The spot is about 1,450 nautical miles from any spot of land — and the perfect place to dump dead or dying spacecraft, which is why its home to what NASA calls its "spacecraft cemetery."

"It's in the Pacific Ocean and is pretty much the farthest place from any human civilization you can find," NASA said.

...Between 1971 and mid-2016, space agencies all over the world dumped at least 260 spacecraft into the region, according to Popular Science.

SpaceAholic
Member

Posts: 5278
From: Sierra Vista, Arizona
Registered: Nov 1999

posted 10-09-2023 03:09 AM     Click Here to See the Profile for SpaceAholic   Click Here to Email SpaceAholic     Edit/Delete Message   Reply w/Quote
Point Nemo has become the final resting place for hundreds of spacecraft.

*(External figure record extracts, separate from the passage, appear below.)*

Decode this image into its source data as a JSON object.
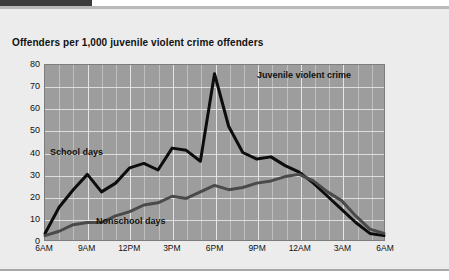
{
  "window": {
    "tab_accent_color": "#3c3c3c",
    "panel_background": "#ececec"
  },
  "chart_title": "Offenders per 1,000 juvenile violent crime offenders",
  "annotations": {
    "school_days": "School days",
    "nonschool_days": "Nonschool days",
    "top_right": "Juvenile violent crime"
  },
  "colors": {
    "plot_background": "#9d9d9d",
    "gridline": "#e9e9e9",
    "school_days_line": "#0d0d0d",
    "nonschool_days_line": "#4a4a4a"
  },
  "chart_data": {
    "type": "line",
    "title": "Offenders per 1,000 juvenile violent crime offenders",
    "xlabel": "",
    "ylabel": "Offenders per 1,000 juvenile violent crime offenders",
    "ylim": [
      0,
      80
    ],
    "yticks": [
      0,
      10,
      20,
      30,
      40,
      50,
      60,
      70,
      80
    ],
    "grid": true,
    "legend_position": "inline-annotations",
    "xlim": [
      0,
      24
    ],
    "x": [
      0,
      1,
      2,
      3,
      4,
      5,
      6,
      7,
      8,
      9,
      10,
      11,
      12,
      13,
      14,
      15,
      16,
      17,
      18,
      19,
      20,
      21,
      22,
      23,
      24
    ],
    "xtick_positions": [
      0,
      3,
      6,
      9,
      12,
      15,
      18,
      21,
      24
    ],
    "xticklabels": [
      "6AM",
      "9AM",
      "12PM",
      "3PM",
      "6PM",
      "9PM",
      "12AM",
      "3AM",
      "6AM"
    ],
    "series": [
      {
        "name": "School days",
        "color": "#0d0d0d",
        "values": [
          3,
          15,
          23,
          30,
          22,
          26,
          33,
          35,
          32,
          42,
          41,
          36,
          76,
          52,
          40,
          37,
          38,
          34,
          31,
          26,
          20,
          14,
          8,
          3,
          2
        ]
      },
      {
        "name": "Nonschool days",
        "color": "#4a4a4a",
        "values": [
          2,
          4,
          7,
          8,
          8,
          11,
          13,
          16,
          17,
          20,
          19,
          22,
          25,
          23,
          24,
          26,
          27,
          29,
          30,
          27,
          22,
          18,
          11,
          5,
          3
        ]
      }
    ]
  }
}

What will future archaeologists make of it? Zaria Gorvett with the BBC asks.
Between 1971 and 2018, global space powers, including the United States, Russia, Japan and Europe, crashed more than 263 space objects in the uninhabited region of the ocean around Point Nemo. The list includes the Soviet-era Mir space station and six craft from the country's Salyut programme, as well as 140 Russian resupply vehicles, six cargo transfer vehicles launched by Japan, and five from the European Space Agency (Esa). More recently, this oceanic dump is thought to have received part of a SpaceX capsule rocket. And coincidentally, its closest neighbour, the ISS, is expected to splash-land at this remote spot in just eight years.

How do spacecraft end up at Point Nemo? What twisted, broken remains are currently lurking in its inky depths? And what might future archaeologists make of it all?